A Buy American WTO Nightmare
In the spirit of saving the worst abomination for last, one final Tear Down That Blue Wall Buy American executive order that got away from me would have had us withdraw from a trade deal the United States had signed under the umbrella of POTUS’s bête noire, the World Trade Organization (WTO).
This particular deal, known as the Agreement on Government Procurement (GPA) was a direct affront to the sacrosanct Trump concept of Buy American. It was also a direct assault on the strengthen American manufacturing leg of the iron triangle of Trump Populist Economic Nationalism. This is because under our Buy American rules, it is supposed to be domestic—not foreign—manufacturers that sell to the US government.
Yet, on January 1, 1995, the US government signed the WTO’s GPA.21 This exceedingly anti-Buy American trade deal thereby committed the United States to treating nearly fifty different countries—including every country in Europe—as if they were American for the purpose of bidding on US government procurement contracts.22
Yikes! Just think about that for a minute.
Under the World Trade Organization’s Agreement on Government Procurement, countries like Germany, France, Great Britain, Singapore, and Turkey, are all now treated as America in the eyes of our procurement contract officers inside the US government.
That’s not just insane. It was also a particular sacrilege inside an administration that featured a president who insisted—I remind you of this once again—that his two most “simple rules” of governing were “Buy American, Hire American.”
What drove me and folks like Lori Wallach nuts about this WTO Buy American giveaway is that, at least according to the research of her organization Public Citizen, foreign countries received far more of America’s government procurement dollars than American companies received from bidding on foreign projects.23 Yep, this was just another case where America was getting fleeced in a one-sided trade agreement.
What galled me most about this whole situation is that the WTO’s GPA was the easiest agreement imaginable to get out of. No fuss, no muss, no chance of foreign recriminations. All our United States trade representative had to do was send the WTO a note of our withdrawal, and it would be a done deal in sixty days.
If we had, in fact, undone that GPA deal, this would have been a powerful MAGA signal to the Blue Wall and a great boon for American manufacturers. And here was the real beauty of it all:
This Bannonite action stopped far short of the draconian step of leaving the WTO—that would have been far too disruptive right before the election. Yet, withdrawing from the WTO GPA nonetheless would have sent a very clear signal both to Geneva and to the American heartland that Donald J. Trump is not a man to be trifled with or fleeced in any trade deal.

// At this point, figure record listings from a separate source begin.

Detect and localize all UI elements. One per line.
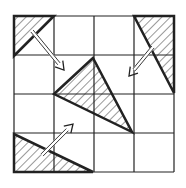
arrow-bottom-left-to-center (41, 124, 73, 156)
arrow-top-right-to-center (129, 46, 154, 76)
center-triangle (54, 58, 132, 132)
arrow-top-left-to-center (31, 30, 64, 70)
grid-diagram (0, 0, 186, 188)
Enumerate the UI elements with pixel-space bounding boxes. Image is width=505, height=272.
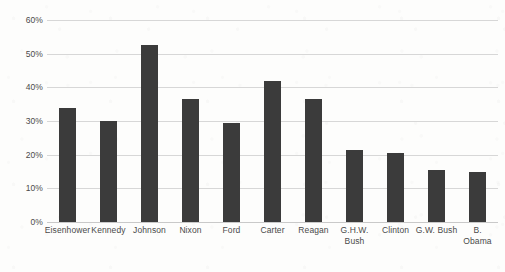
x-tick-label: G.W. Bush — [416, 225, 458, 236]
y-tick-label: 30% — [3, 116, 43, 126]
bar — [59, 108, 76, 222]
bar — [469, 172, 486, 223]
bar — [223, 123, 240, 222]
y-tick-label: 20% — [3, 150, 43, 160]
gridline-0 — [47, 222, 498, 223]
x-tick-label: Johnson — [133, 225, 166, 236]
bar — [182, 99, 199, 222]
x-tick-label: Nixon — [179, 225, 201, 236]
bar — [346, 150, 363, 222]
x-tick-label: Carter — [260, 225, 284, 236]
x-tick-label: Clinton — [382, 225, 409, 236]
bar — [387, 153, 404, 222]
x-tick-label: Reagan — [298, 225, 328, 236]
x-axis: EisenhowerKennedyJohnsonNixonFordCarterR… — [47, 225, 498, 267]
bar — [305, 99, 322, 222]
bar — [428, 170, 445, 222]
x-tick-label: B. Obama — [463, 225, 491, 247]
y-tick-label: 10% — [3, 183, 43, 193]
y-axis: 0%10%20%30%40%50%60% — [0, 20, 43, 222]
x-tick-label: G.H.W. Bush — [341, 225, 369, 247]
bar — [141, 45, 158, 222]
y-tick-label: 0% — [3, 217, 43, 227]
y-tick-label: 60% — [3, 15, 43, 25]
bar — [264, 81, 281, 222]
bar — [100, 121, 117, 222]
bar-series — [47, 20, 498, 222]
x-tick-label: Eisenhower — [45, 225, 90, 236]
bar-chart: 0%10%20%30%40%50%60% EisenhowerKennedyJo… — [0, 0, 505, 272]
x-tick-label: Ford — [223, 225, 241, 236]
y-tick-label: 50% — [3, 49, 43, 59]
y-tick-label: 40% — [3, 82, 43, 92]
x-tick-label: Kennedy — [91, 225, 125, 236]
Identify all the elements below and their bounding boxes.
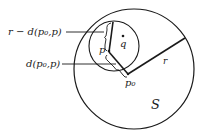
point-q (122, 35, 125, 38)
label-r: r (163, 56, 168, 66)
point-p0 (127, 73, 129, 75)
p-to-edge-line (109, 22, 113, 52)
small-circle (89, 21, 139, 71)
brace-d (106, 55, 127, 77)
label-r-minus-d: r − d(p₀,p) (8, 26, 62, 37)
point-p (108, 50, 111, 53)
label-S: S (151, 97, 160, 112)
label-q: q (120, 38, 126, 49)
big-circle-S (74, 9, 194, 129)
diagram: r − d(p₀,p) d(p₀,p) p q p₀ r S (0, 0, 204, 133)
label-p: p (99, 44, 106, 55)
label-p0: p₀ (125, 77, 135, 88)
label-d: d(p₀,p) (26, 58, 60, 69)
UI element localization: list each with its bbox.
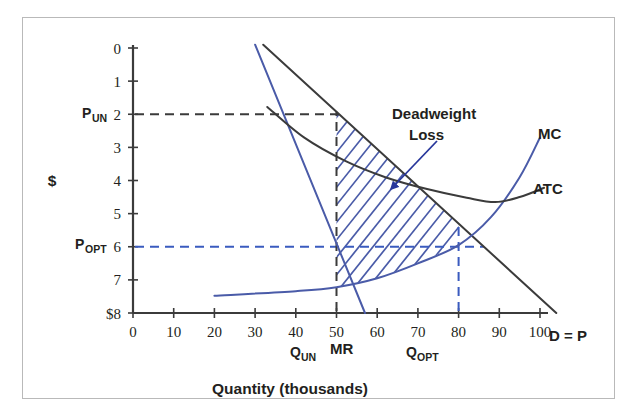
x-tick-label: 0 [129, 324, 137, 340]
x-tick-label: 100 [529, 324, 552, 340]
hatch-line [0, 0, 58, 393]
mc-curve-label: MC [538, 125, 561, 142]
series-d-p [263, 45, 556, 313]
hatch-line [0, 0, 72, 393]
y-tick-label: 0 [114, 41, 122, 57]
hatch-line [0, 0, 128, 393]
p-opt-label-main: P [75, 236, 84, 252]
hatch-line [0, 0, 240, 393]
deadweight-loss-label-line1: Deadweight [392, 105, 476, 122]
atc-curve-label: ATC [533, 180, 563, 197]
hatch-line [606, 0, 638, 393]
hatch-line [634, 0, 638, 393]
hatch-line [396, 0, 638, 393]
hatch-line [32, 0, 352, 393]
hatch-line [116, 0, 436, 393]
q-un-label-main: Q [290, 344, 301, 360]
x-tick-label: 60 [370, 324, 385, 340]
axes [133, 45, 548, 313]
q-opt-axis-label: Q OPT [406, 344, 439, 363]
deadweight-loss-arrow [393, 141, 437, 187]
x-tick-label: 70 [410, 324, 425, 340]
series-mc [214, 137, 540, 295]
deadweight-loss-label-line2: Loss [409, 126, 444, 143]
economics-chart: $876543210 0102030405060708090100 $ Quan… [0, 0, 638, 417]
x-tick-label: 30 [248, 324, 263, 340]
p-opt-axis-label: P OPT [75, 236, 107, 255]
q-opt-label-main: Q [406, 344, 417, 360]
q-un-axis-label: Q UN [290, 344, 316, 363]
p-opt-label-sub: OPT [85, 243, 107, 255]
y-tick-label: $8 [106, 306, 121, 322]
x-axis-title: Quantity (thousands) [212, 380, 368, 397]
demand-curve-label: D = P [549, 327, 587, 344]
hatch-line [0, 0, 170, 393]
y-axis-title: $ [48, 172, 57, 189]
hatch-line [0, 0, 44, 393]
x-tick-label: 80 [451, 324, 466, 340]
mr-curve-label: MR [330, 340, 353, 357]
y-tick-label: 1 [114, 74, 122, 90]
y-tick-label: 7 [114, 272, 122, 288]
hatch-line [0, 0, 184, 393]
p-un-label-main: P [82, 105, 91, 121]
hatch-line [74, 0, 394, 393]
p-un-axis-label: P UN [82, 105, 107, 124]
hatch-line [0, 0, 16, 393]
y-tick-label: 6 [114, 239, 122, 255]
hatch-line [0, 0, 282, 393]
hatch-line [0, 0, 310, 393]
q-un-label-sub: UN [301, 351, 316, 363]
y-tick-label: 4 [114, 173, 122, 189]
y-tick-label: 2 [114, 107, 122, 123]
hatch-line [0, 0, 142, 393]
x-tick-label: 10 [166, 324, 181, 340]
hatch-line [592, 0, 638, 393]
hatch-line [620, 0, 638, 393]
hatch-line [578, 0, 638, 393]
y-tick-label: 3 [114, 140, 122, 156]
x-tick-label: 40 [288, 324, 303, 340]
x-tick-label: 90 [492, 324, 507, 340]
hatch-line [4, 0, 324, 393]
x-tick-label: 20 [207, 324, 222, 340]
p-un-label-sub: UN [92, 112, 107, 124]
series-mr [255, 45, 365, 313]
hatch-line [0, 0, 86, 393]
q-opt-label-sub: OPT [417, 351, 439, 363]
hatch-line [0, 0, 226, 393]
hatch-line [0, 0, 114, 393]
y-tick-label: 5 [114, 206, 122, 222]
x-tick-label: 50 [329, 324, 344, 340]
hatch-line [0, 0, 30, 393]
hatch-line [0, 0, 100, 393]
hatch-line [0, 0, 2, 393]
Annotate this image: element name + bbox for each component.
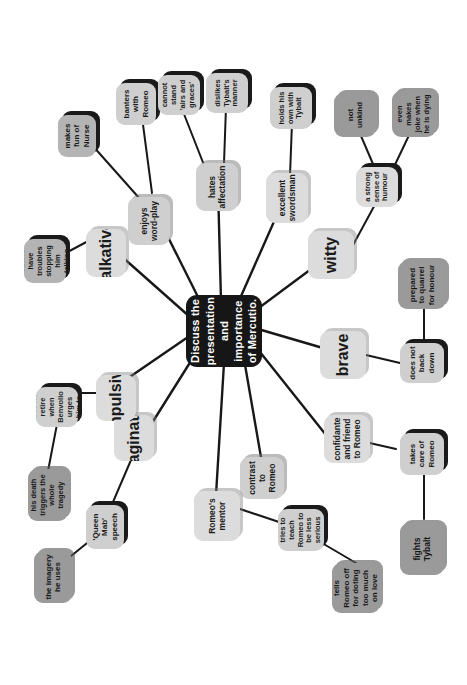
node-enjoys-word-play[interactable]: enjoys word-play	[128, 197, 170, 245]
node-fights-tybalt[interactable]: fights Tybalt	[400, 523, 444, 575]
node-label: even makes joke when he is dying	[396, 94, 431, 134]
edge-swordsman-holds-own	[290, 123, 292, 175]
node-tells-romeo-off[interactable]: tells Romeo off for doting too much on l…	[332, 563, 380, 613]
node-his-death-triggers-tragedy[interactable]: his death triggers the whole tragedy	[28, 469, 68, 521]
node-contrast-to-romeo[interactable]: contrast to Romeo	[240, 457, 284, 499]
node-label: takes care of Romeo	[408, 436, 436, 472]
node-label: banters with Romeo	[122, 86, 150, 122]
node-label: prepared to quarrel for honour	[408, 264, 436, 306]
edge-brave-does-not-back-down	[366, 355, 400, 363]
node-label: Romeo's mentor	[207, 494, 227, 538]
node-label: excellent swordsman	[277, 174, 297, 221]
edge-hates-cannot-stand	[182, 109, 204, 165]
node-cannot-stand-airs-and-graces[interactable]: cannot stand 'airs and graces'	[158, 75, 200, 115]
node-label: a strong sense of humour	[364, 170, 391, 204]
node-holds-his-own-with-tybalt[interactable]: holds his own with Tybalt	[270, 87, 312, 129]
node-label: contrast to Romeo	[247, 460, 277, 496]
node-queen-mab-speech[interactable]: 'Queen Mab' speech	[86, 505, 124, 549]
node-label: dislikes Tybalt's manner	[214, 76, 241, 110]
mind-map-rotor: Discuss the presentation and importance …	[0, 0, 467, 685]
node-not-unkind[interactable]: not unkind	[334, 93, 376, 137]
node-excellent-swordsman[interactable]: excellent swordsman	[266, 173, 308, 223]
edge-mentor-tries-to-teach	[240, 509, 282, 523]
node-does-not-retire[interactable]: does not retire when Benvolio urges him …	[36, 387, 78, 427]
node-label: holds his own with Tybalt	[278, 90, 305, 126]
node-label: fights Tybalt	[412, 526, 432, 572]
node-brave[interactable]: brave	[320, 331, 366, 379]
node-label: imaginative	[125, 415, 144, 461]
edge-center-contrast-romeo	[244, 359, 262, 463]
node-witty[interactable]: witty	[308, 231, 354, 279]
node-label: hates affectation	[207, 166, 227, 209]
node-romeos-mentor[interactable]: Romeo's mentor	[194, 491, 240, 541]
node-label: his death triggers the whole tragedy	[30, 472, 65, 518]
mind-map-canvas: Discuss the presentation and importance …	[0, 0, 467, 685]
edge-hates-dislikes-tybalt	[224, 107, 226, 163]
edge-tries-teach-tells-romeo-off	[322, 543, 356, 563]
node-tries-to-teach-romeo[interactable]: tries to teach Romeo to be less serious	[278, 509, 324, 551]
node-label: impulsive	[107, 375, 126, 421]
edge-imaginative-queen-mab	[110, 453, 134, 509]
node-does-not-back-down[interactable]: does not back down	[400, 343, 444, 383]
node-label: witty	[322, 237, 341, 273]
node-takes-care-of-romeo[interactable]: takes care of Romeo	[400, 433, 444, 475]
node-label: brave	[334, 334, 353, 377]
edge-word-play-makes-fun-nurse	[92, 145, 140, 199]
node-banters-with-romeo[interactable]: banters with Romeo	[116, 83, 156, 125]
node-imaginative[interactable]: imaginative	[114, 415, 154, 461]
edge-center-talkative	[120, 255, 190, 317]
node-label: the imagery he uses	[44, 554, 63, 600]
node-label: tells Romeo off for doting too much on l…	[332, 566, 379, 610]
center-node[interactable]: Discuss the presentation and importance …	[186, 295, 262, 367]
node-label: makes fun of Nurse	[63, 118, 91, 154]
node-confidante-and-friend[interactable]: confidante and friend to Romeo	[324, 415, 370, 463]
node-label: confidante and friend to Romeo	[332, 418, 362, 461]
node-prepared-to-quarrel-for-honour[interactable]: prepared to quarrel for honour	[398, 261, 446, 309]
node-talkative[interactable]: talkative	[86, 229, 126, 277]
node-label: does not retire when Benvolio urges him …	[36, 390, 78, 424]
edge-center-romeos-mentor	[216, 363, 224, 495]
edge-center-confidante	[256, 347, 326, 435]
edge-word-play-banters-romeo	[142, 117, 152, 193]
node-label: 'Queen Mab' speech	[91, 508, 119, 546]
node-hates-affectation[interactable]: hates affectation	[196, 163, 238, 211]
node-the-imagery-he-uses[interactable]: the imagery he uses	[34, 551, 72, 603]
node-label: does not back down	[408, 346, 436, 380]
node-strong-sense-of-humour[interactable]: a strong sense of humour	[356, 167, 398, 207]
node-label: talkative	[97, 229, 116, 277]
node-label: enjoys word-play	[139, 200, 159, 242]
node-even-makes-joke-when-dying[interactable]: even makes joke when he is dying	[392, 91, 436, 137]
node-label: tries to teach Romeo to be less serious	[279, 512, 323, 548]
node-label: not unkind	[346, 96, 365, 134]
node-impulsive[interactable]: impulsive	[96, 375, 136, 421]
node-label: others have troubles stopping him talkin…	[24, 242, 66, 280]
node-dislikes-tybalts-manner[interactable]: dislikes Tybalt's manner	[206, 73, 248, 113]
node-makes-fun-of-nurse[interactable]: makes fun of Nurse	[58, 115, 96, 157]
node-label: cannot stand 'airs and graces'	[161, 78, 196, 112]
node-others-have-troubles[interactable]: others have troubles stopping him talkin…	[24, 239, 66, 283]
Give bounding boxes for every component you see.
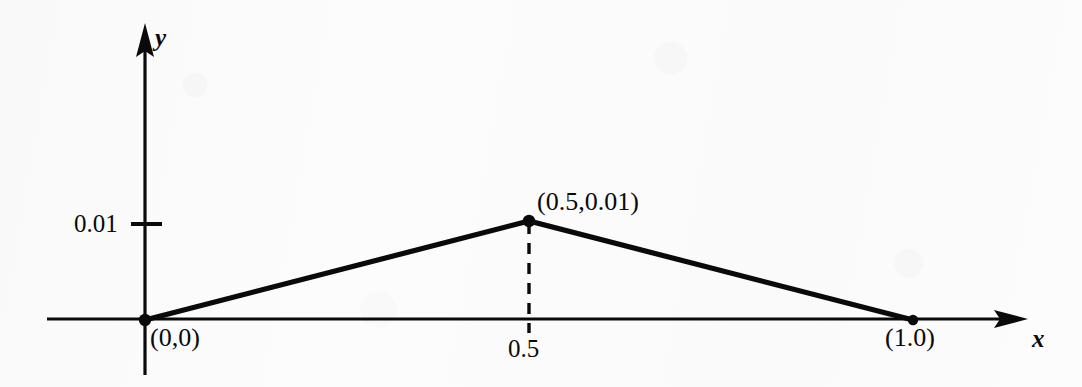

These obvious political and policy benefits notwithstanding, the West Wing’s confederacy of globalists would fight me tooth and nail on this proposed action right up to the bitter November 3 end. As this bad Moliere farce unfolded, I thought to myself: “If we can’t even get this done, what the hell are we here for?”
***
In the next chapter, we will bring to a close our discussion of the iron MAGA triangle of Populist Economic Nationalism by showcasing the one major Buy American executive order that I would get signed exactly when, where, and in the way I wanted in the months leading up to the 2020 election.
This part of the story thereby provides an important capstone to our “Blue Wall Failed to Crumble” tale because it underlines the importance of both tariffs as a tool to defend America’s blue-collar working classes and the very critical need to bring back to American shores the production of our essential medicines.
Writ large, the whirlwind Whirlpool event you are about to bear witness to also aptly showcases what could have, would have, and should have been our Populist Economic Nationalist strategy to tear down that Blue Wall.